The ownership of Norwich City Football Club comes under regular scrutiny – but things could have been very, very different, as CHRIS LAKEY reports
It was 20 years ago when the unwanted attention of a legal-minded gentleman settled itself on Norwich City Football Club.
The tranquil life of owners Delia Smith and Michael Wynn Jones was thrust into the spotlight by a man whose name would become synonymous with some of Europe’s most hideous criminals.
The man’s name was Giovanni Di Stefano. Born in southern Italy, his family emigrated to a town near Northamptonshire where his father worked in a shoe factory.
Di Stefano claimed he had a PhD in law from Cambridge University. He hadn’t. He tried to buy MGM Studios in Los Angeles. He fled to Yugoslavia, where he befriended the worst kind of tyrants: then president Slobodan Milosevic, Serbian warlord Arkan among them.
He later claimed to have links to Robert Mugabe, Osama bin Laden, Saddam Hussein and Harold Shipman - the tip of a very unsavoury iceberg of criminality. No wonder The Guardian called him "surely the only man in the world to claim the personal friendship of Saddam Hussein and the personal enmity of Delia Smith".
Given his propensity for defending – or trying to – the indefensible, he was nicknamed The Devil’s Advocate.
So how on earth did he come to be mentioned in the same breath as Norwich City two decades ago?
It was in June 2001 when di Stefano first popped his head over the parapet of Norwich Castle and began to attract headlines locally.
The thrust of the story is that he was planning to buy a share of the club for his son Michele from the late Jimmy Jones, who was then vice-chairman. Di Stefano had his sights on Jones’ nine per cent stake, valued at around £450,000 – it wouldn't have got him a seat on the board, although he would be allowed to vote at shareholders’ meetings and to table motions.
Owner Delia and Michael were not interested in selling their shares - they had 58pc of them.
Di Stefano believed he could attract some top young talent from the Balkans, Italy and Iraq - and wanted Bryan Robson to work with then manager Nigel Worthington as director of football.
At the time, Jones, a City director from 1985-95, said: “I have spoken to a representative of his (Di Stefano) and I think he is coming over.”
It seems Mr Di Stefano wanted a guided tour of the ground - it appears not to have happened.
The Robson link came from the horse’s mouth.
"We need someone like Mr Robson as a director of sport and it is something that I intend to follow up to try and get him, or somebody like him, who can take this club into the Premier Division," said di Stefano.
"We want to have somebody with experience of the Premier League in the last two years."
In an continuing effort to get a place on the board, di Stefano said he had local support and had a meeting lined up with then chairman Bob Cooper – he also claimed he had been approached by smaller shareholders about taking over their shares.
“I have taken six per cent from Jones, but we will now be voting together,” he said. “Quite a few other small shareholders have come together and asked me to take power of attorney over their shares which boosts our shareholding to over 15 per cent.
“So there is a move towards a change, but I really want an amicable way forward.”
One report of the era read: “The man who would be Delia’s partner trooped into Norfolk on a media blitz (staying well clear of Carrow Road) with the aim of getting a place on the board for his 21-year-old son Michele. Other shareholders were then to be persuaded to give Michele and his brother Milan voting rights, with the club being forced to make unreleased shares available. Legal action was even threatened, which seemed a strange way to win Delia’s trust.”
An odd way indeed. In the end, the inability to get a seat at the top table saw di Stefano's interest fade away.
Perhaps the owners’ oft-cited reluctance to sell their club to an overseas buyer traces its origins to the events of 20 years ago.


■ **WHAT YOU ARE ASKED TO DO**
The entries follow. Copy every line in which "border" appears.

■ **INPUT**
◇ ◇ ◇ ◇

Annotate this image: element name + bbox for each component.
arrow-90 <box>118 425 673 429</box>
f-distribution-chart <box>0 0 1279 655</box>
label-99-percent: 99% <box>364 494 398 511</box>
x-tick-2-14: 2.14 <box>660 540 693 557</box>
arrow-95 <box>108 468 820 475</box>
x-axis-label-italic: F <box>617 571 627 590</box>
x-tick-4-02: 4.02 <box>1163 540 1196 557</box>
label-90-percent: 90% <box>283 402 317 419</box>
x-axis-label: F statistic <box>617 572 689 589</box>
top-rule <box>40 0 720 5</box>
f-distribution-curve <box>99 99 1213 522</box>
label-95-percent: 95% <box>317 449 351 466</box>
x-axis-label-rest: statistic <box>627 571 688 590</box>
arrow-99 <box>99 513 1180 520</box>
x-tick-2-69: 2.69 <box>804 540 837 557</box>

◇ ◇ ◇ ◇

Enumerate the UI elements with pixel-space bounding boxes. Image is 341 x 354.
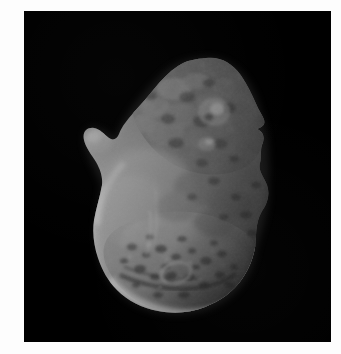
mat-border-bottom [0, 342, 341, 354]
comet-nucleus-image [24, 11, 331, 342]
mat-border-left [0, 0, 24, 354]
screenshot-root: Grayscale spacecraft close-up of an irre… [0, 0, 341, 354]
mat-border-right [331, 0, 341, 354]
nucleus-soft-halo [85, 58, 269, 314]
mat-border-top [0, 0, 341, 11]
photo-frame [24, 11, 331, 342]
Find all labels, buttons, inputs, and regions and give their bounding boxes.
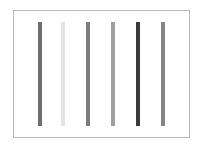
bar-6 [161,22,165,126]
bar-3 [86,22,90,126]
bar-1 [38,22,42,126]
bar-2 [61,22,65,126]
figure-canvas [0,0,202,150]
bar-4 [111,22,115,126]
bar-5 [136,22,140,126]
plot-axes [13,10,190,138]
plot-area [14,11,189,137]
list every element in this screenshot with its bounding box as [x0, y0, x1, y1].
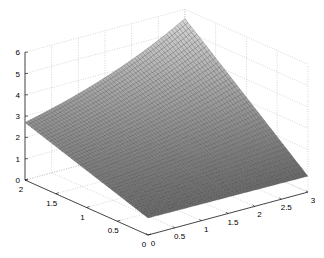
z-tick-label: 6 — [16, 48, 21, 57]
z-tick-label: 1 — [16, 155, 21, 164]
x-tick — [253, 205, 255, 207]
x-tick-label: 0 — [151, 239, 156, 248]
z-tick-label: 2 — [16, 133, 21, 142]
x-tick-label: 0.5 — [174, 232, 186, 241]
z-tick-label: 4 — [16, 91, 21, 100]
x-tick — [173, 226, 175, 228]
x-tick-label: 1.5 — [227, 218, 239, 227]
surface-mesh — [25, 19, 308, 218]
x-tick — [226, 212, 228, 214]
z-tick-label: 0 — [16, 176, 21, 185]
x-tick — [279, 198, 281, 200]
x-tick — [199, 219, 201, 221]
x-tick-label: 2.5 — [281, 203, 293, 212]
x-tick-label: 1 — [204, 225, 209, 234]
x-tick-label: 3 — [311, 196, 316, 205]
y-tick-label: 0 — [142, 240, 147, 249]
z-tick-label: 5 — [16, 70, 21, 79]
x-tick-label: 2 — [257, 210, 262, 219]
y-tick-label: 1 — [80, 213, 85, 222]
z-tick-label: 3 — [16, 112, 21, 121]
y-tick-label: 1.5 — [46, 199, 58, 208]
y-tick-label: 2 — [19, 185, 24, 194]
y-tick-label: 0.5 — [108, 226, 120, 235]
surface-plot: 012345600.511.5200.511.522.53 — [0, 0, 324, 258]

◇ ◇ ◇ ◇

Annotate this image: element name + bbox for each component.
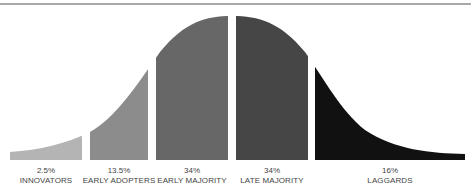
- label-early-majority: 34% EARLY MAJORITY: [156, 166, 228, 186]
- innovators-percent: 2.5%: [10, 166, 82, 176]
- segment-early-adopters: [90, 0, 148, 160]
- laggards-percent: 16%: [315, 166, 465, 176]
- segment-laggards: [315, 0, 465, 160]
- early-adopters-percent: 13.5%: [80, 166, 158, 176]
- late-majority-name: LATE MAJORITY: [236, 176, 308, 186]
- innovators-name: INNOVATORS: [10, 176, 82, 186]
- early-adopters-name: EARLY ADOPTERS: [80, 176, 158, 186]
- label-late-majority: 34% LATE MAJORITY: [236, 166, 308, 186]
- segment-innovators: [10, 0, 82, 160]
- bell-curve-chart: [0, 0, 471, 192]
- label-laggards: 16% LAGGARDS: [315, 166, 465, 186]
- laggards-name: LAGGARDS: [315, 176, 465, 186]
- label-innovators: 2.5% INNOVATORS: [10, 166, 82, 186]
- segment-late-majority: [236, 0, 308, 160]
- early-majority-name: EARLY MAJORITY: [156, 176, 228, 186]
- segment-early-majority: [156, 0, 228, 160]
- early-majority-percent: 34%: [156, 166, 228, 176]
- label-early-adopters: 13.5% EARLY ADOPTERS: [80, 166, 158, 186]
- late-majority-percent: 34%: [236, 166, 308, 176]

◇ ◇ ◇ ◇

■ **RESPONSE AREA**
mat-border-bottom [0, 342, 341, 354]
mat-border-left [0, 0, 24, 354]
mat-border-right [331, 0, 341, 354]
mat-border-top [0, 0, 341, 11]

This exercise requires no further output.